Monday, May 21, 2018

Inventions and Innovations in the Second Industrial Revolution

Hello readers. The previous blog post was about immigration in the Second Industrial Revolution; now, we're moving into the inventions, innovations, and advancements made during the era.


In the late 1800s, numerous enterprising Americans created a flood of new inventions meant to make life easier for others. In 1897, the U.S. government issued more patents than in the decade before the Civil War and would become known the world over as the land of inventions and innovations.

This wouldn't be a post about inventions and innovations without mentioning Nikola Tesla and Thomas Edison. Nikola Tesla was an inventor, electrical engineer, mechanical engineer, and physicist best known for his contributions to the knowledge of alternating current (AC) electrical supply system. Tesla emigrated to the U.S. in 1884 from Austria. He worked at Edison Machine Works in New York City for a time before going his own way; he would establish laboratories and companies where he would develop a range of electrical and mechanical devices such as his famed alternating current induction motor. Tesla was also famous for his experiments with wireless technology--from wireless lighting and wireless electrical power to wireless communication. Without Tesla's experiments, there would be no basis for cell phones or WiFi today. In 1876, Thomas Edison set up a research laboratory in Menlo Park, New Jersey where numerous scientists worked to produce products such as the electric light bulb, phonograph motion picture camera, and more. With most of the inventions produced by Edison's crew requiring electricity, Edison would open the first electrical power plant in New York City in 1882; soon, power plants would spring up in other cities all over the country, providing electricity to homes businesses, and schools. Today, the electrical inventions of Tesla and Edison, and the availability of electricity in the home are often taken for granted.

The period of the Second Industrial Revolution/Technological Revolution would lead to a rise in communications technology just as the Market Revolution had. In 1866, Cyrus Field had laid an underwater telegraph cable across the Atlantic Ocean between the U.S. and Europe. In 1876, Alexander Graham Bell further improved communication with the successful invention of the telephone; by 1885 more than 300,000 telephones had been sold, mostly to businesses, and Bell would go on to organize the American Telephone and Telegraph Company (or AT&T today). Other devices would go on to make the work life and home life simplified. In 1868, Christopher Sholes invented the typewriter; George Eastman's Kodak Camera was introduced in 1888 and its light weight replaced the use of huge cameras and hundreds of pounds of chemicals; and the costs of the typewriter and the Kodak Camera were low enough that ordinary people could buy them and use them in their daily lives.

The time period also brought about a change in how people traveled. In the late 1800s, Europeans invented the automobile and it would make its way to the U.S. In 1902, only 8,000 Americans owned an automobile; in 1913, Henry Ford developed the assembly line, which allowed him to churn out vehicles at a quickened pace making the automobile more widely available to the American public in both quantity and price. Ford even began churning out his own automobiles such as the Ford Model A and the Ford Model T--both available in every color you could want...as long as that color was black. Roadways were built and expanded upon and today the name Ford continues to live on.

One final mode of transportation that came about because of the Second Industrial Revolution was the aeroplane, or airplane as we say now. In 1903, Orville and Wilbur Wright tested a gas-powered airplane at Kitty Hawk, North Carolina. On its first flight, the plane stayed in the air for 12 seconds and flew 120 feet. at the time, no one could see a practical use for these flying machines, and it wasn't until World war I broke out when their potential military use was realized. By the 1920s, travel by airplane began to "take off" and Boeing would begin the move from manufacturing military aircraft to commercial fleets.

Many of these inventions and innovations remain in use today while others have not stood the test of time and our modern technological revolution, but these inventions and innovations would propel America forward and make us known the world over as a technological powerhouse.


Problem requirements: Gather from the material every line that contains the string "Adults".

::::

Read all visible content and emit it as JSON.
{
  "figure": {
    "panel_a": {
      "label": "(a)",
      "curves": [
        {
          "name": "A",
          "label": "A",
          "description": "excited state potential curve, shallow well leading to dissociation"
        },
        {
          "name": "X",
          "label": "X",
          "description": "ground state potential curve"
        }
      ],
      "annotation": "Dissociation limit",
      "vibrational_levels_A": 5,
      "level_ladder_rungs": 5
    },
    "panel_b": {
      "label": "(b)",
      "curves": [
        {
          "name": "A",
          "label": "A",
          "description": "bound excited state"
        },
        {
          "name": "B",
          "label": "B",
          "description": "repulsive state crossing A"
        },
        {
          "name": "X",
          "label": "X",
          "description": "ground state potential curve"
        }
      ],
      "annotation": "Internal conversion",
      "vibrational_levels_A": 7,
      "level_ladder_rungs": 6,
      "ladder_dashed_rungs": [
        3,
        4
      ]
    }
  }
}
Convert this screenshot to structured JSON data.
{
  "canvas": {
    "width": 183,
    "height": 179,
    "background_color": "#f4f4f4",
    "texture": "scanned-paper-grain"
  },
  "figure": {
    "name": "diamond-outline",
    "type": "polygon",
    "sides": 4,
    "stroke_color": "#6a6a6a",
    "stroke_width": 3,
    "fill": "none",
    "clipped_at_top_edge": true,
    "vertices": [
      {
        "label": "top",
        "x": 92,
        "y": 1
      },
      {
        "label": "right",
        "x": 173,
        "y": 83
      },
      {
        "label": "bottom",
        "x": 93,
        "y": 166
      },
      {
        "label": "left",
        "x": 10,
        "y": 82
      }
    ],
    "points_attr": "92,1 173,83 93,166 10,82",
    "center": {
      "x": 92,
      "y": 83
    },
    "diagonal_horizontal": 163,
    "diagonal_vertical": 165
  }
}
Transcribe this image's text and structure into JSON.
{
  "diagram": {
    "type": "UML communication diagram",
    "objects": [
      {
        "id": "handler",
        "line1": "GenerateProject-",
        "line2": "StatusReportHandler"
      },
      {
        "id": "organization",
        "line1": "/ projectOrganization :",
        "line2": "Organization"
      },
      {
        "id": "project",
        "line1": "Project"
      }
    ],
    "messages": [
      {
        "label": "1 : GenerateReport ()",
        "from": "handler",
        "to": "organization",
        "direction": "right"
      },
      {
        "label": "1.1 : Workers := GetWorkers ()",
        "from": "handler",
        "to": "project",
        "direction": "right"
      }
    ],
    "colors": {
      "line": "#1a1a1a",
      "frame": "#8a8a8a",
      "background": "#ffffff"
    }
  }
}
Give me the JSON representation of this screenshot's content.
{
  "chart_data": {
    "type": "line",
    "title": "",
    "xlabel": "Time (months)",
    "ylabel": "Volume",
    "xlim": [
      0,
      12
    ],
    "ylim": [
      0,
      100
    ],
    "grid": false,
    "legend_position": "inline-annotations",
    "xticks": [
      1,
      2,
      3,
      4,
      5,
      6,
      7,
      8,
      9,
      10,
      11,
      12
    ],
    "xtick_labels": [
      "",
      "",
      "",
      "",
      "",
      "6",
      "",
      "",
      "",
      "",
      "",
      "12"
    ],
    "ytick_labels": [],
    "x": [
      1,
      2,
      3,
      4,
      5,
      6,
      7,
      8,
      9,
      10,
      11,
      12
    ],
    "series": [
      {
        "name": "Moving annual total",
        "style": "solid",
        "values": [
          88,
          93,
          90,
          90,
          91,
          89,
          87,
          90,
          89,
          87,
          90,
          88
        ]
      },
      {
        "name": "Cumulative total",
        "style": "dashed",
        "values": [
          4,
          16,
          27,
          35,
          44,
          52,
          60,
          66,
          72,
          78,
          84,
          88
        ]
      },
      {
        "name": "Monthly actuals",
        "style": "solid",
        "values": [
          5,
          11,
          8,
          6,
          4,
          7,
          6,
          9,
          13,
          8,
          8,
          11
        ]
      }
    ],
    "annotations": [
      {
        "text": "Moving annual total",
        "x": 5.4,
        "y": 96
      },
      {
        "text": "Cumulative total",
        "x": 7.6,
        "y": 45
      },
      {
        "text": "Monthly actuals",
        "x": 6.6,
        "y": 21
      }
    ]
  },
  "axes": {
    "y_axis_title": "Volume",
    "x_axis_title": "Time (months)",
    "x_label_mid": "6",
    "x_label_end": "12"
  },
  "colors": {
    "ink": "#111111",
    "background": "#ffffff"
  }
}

::::

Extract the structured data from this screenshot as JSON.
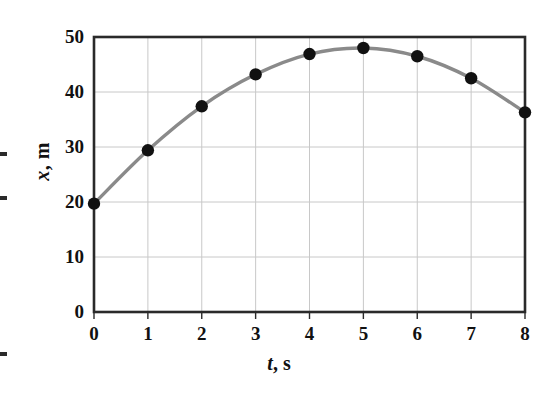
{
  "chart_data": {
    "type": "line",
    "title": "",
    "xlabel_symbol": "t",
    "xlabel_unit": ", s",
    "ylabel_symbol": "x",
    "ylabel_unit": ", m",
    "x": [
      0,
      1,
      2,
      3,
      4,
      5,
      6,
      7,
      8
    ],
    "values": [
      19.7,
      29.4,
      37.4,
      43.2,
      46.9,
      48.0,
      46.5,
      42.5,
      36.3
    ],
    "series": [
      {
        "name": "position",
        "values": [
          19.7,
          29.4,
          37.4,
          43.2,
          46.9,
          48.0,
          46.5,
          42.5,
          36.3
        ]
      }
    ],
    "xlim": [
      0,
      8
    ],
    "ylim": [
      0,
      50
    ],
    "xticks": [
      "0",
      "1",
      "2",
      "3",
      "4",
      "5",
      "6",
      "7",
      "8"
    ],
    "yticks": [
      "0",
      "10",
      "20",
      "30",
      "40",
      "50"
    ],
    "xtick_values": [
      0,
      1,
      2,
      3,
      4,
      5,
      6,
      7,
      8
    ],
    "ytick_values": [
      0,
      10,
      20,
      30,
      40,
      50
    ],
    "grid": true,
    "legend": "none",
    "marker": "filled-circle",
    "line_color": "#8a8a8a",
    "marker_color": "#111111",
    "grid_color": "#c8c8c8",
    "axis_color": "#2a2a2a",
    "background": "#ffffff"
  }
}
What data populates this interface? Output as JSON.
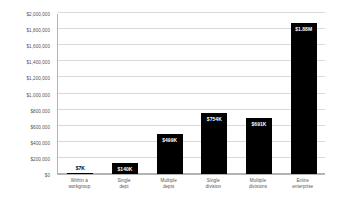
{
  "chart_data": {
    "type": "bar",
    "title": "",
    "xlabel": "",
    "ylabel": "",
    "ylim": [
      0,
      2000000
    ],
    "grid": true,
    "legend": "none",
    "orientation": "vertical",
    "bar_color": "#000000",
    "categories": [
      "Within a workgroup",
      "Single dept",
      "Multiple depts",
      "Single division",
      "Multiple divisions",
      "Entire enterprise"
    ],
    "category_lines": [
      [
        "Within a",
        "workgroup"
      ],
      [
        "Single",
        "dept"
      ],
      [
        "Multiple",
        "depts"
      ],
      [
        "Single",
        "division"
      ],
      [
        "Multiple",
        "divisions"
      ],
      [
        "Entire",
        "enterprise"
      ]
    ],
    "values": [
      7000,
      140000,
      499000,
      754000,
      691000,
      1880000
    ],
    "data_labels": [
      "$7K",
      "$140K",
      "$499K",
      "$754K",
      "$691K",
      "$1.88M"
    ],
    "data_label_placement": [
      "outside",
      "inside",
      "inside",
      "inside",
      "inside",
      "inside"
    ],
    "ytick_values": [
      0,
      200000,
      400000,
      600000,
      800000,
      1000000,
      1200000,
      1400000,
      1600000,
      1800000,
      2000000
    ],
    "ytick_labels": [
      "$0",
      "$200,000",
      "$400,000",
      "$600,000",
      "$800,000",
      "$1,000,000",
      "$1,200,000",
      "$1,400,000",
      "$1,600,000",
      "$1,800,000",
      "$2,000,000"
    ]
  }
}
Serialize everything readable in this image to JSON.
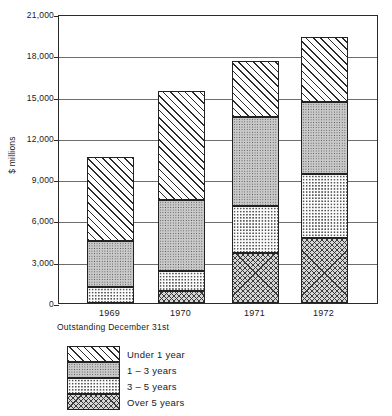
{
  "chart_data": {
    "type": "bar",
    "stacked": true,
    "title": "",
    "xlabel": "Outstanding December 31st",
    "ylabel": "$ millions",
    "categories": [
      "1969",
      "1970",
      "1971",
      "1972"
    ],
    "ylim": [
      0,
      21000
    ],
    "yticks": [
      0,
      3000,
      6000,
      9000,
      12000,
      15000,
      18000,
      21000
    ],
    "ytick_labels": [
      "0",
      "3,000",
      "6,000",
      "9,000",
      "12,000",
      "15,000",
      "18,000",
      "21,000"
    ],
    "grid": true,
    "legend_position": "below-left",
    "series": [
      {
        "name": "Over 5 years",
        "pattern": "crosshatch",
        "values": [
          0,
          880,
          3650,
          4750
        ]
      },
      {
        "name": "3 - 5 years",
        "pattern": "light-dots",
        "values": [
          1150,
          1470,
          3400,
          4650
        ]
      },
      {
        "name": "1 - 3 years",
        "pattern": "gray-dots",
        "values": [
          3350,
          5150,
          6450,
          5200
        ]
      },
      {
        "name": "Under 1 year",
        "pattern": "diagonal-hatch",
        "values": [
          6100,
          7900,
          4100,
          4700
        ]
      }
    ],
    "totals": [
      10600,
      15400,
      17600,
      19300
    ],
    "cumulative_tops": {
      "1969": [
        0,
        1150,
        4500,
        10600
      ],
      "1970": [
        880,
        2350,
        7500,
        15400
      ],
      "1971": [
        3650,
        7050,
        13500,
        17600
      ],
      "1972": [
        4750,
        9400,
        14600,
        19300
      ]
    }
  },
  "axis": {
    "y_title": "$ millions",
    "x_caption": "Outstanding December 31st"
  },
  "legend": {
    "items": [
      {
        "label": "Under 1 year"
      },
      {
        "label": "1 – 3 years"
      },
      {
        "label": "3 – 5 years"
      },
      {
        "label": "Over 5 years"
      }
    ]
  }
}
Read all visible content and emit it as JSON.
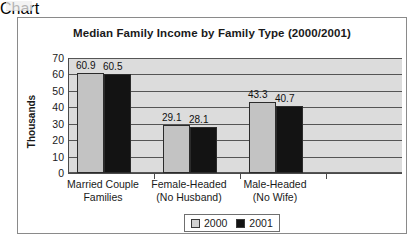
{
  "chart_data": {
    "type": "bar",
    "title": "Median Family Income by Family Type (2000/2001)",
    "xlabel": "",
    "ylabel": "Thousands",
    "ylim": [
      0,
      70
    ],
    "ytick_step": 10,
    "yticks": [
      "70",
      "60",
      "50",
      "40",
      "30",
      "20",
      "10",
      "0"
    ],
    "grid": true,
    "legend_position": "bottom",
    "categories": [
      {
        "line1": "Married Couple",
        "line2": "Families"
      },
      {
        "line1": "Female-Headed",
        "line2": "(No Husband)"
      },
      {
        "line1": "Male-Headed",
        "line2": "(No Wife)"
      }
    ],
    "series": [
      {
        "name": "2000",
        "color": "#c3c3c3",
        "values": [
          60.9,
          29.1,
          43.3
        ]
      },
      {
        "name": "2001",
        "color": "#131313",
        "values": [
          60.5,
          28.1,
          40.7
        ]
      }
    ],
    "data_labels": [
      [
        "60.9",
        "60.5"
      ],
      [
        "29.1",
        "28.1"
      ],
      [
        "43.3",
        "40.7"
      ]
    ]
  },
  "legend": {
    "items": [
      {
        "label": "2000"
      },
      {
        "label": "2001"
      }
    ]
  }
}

::::

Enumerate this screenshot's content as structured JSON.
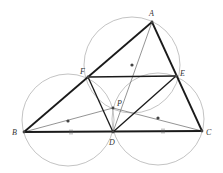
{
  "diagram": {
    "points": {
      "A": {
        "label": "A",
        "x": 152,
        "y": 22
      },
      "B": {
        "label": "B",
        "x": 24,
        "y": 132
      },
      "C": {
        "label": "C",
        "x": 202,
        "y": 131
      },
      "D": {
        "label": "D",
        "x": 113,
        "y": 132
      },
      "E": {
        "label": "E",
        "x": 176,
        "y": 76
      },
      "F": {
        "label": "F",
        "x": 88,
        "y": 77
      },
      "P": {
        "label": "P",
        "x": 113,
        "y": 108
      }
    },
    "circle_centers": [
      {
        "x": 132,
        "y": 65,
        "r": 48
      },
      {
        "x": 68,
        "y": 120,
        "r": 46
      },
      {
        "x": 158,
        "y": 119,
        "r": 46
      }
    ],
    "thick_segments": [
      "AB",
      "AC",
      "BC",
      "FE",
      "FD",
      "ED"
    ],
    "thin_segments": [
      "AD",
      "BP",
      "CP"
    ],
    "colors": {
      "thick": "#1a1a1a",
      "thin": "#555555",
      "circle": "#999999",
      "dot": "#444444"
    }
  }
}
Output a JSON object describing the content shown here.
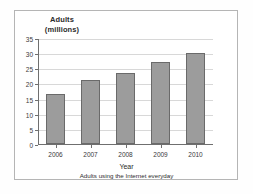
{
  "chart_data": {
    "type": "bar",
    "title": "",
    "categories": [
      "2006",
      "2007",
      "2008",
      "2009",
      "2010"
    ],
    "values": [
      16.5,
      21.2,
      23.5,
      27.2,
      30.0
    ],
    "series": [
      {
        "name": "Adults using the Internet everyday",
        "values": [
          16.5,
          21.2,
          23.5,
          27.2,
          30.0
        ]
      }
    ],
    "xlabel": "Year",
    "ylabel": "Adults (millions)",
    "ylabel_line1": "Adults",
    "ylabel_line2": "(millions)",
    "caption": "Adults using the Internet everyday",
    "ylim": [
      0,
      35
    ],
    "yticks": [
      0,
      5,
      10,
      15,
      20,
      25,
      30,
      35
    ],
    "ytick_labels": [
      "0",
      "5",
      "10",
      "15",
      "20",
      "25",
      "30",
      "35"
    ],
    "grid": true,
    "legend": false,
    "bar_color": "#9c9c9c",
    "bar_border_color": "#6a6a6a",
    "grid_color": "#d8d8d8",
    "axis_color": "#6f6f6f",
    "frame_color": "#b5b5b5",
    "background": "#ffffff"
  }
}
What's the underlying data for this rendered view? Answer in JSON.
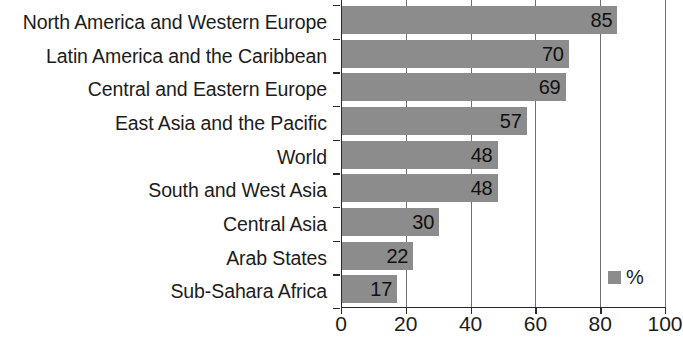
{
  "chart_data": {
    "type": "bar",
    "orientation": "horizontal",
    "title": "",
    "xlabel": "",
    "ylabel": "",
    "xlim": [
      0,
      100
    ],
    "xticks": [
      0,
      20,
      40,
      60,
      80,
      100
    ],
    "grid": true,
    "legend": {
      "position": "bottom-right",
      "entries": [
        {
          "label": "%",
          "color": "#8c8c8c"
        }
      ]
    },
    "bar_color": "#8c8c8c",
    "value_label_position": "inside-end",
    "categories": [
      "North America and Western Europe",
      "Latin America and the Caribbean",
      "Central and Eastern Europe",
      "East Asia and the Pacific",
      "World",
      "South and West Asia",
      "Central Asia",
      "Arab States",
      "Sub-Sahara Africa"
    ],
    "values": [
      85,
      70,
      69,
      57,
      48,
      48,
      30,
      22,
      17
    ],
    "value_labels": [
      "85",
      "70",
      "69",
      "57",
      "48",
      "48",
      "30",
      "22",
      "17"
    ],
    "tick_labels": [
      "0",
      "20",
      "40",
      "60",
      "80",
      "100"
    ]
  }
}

::::

Exercise output:
        "name": "Adults using the Internet everyday",
    "ylabel": "Adults (millions)",
    "ylabel_line1": "Adults",
    "caption": "Adults using the Internet everyday",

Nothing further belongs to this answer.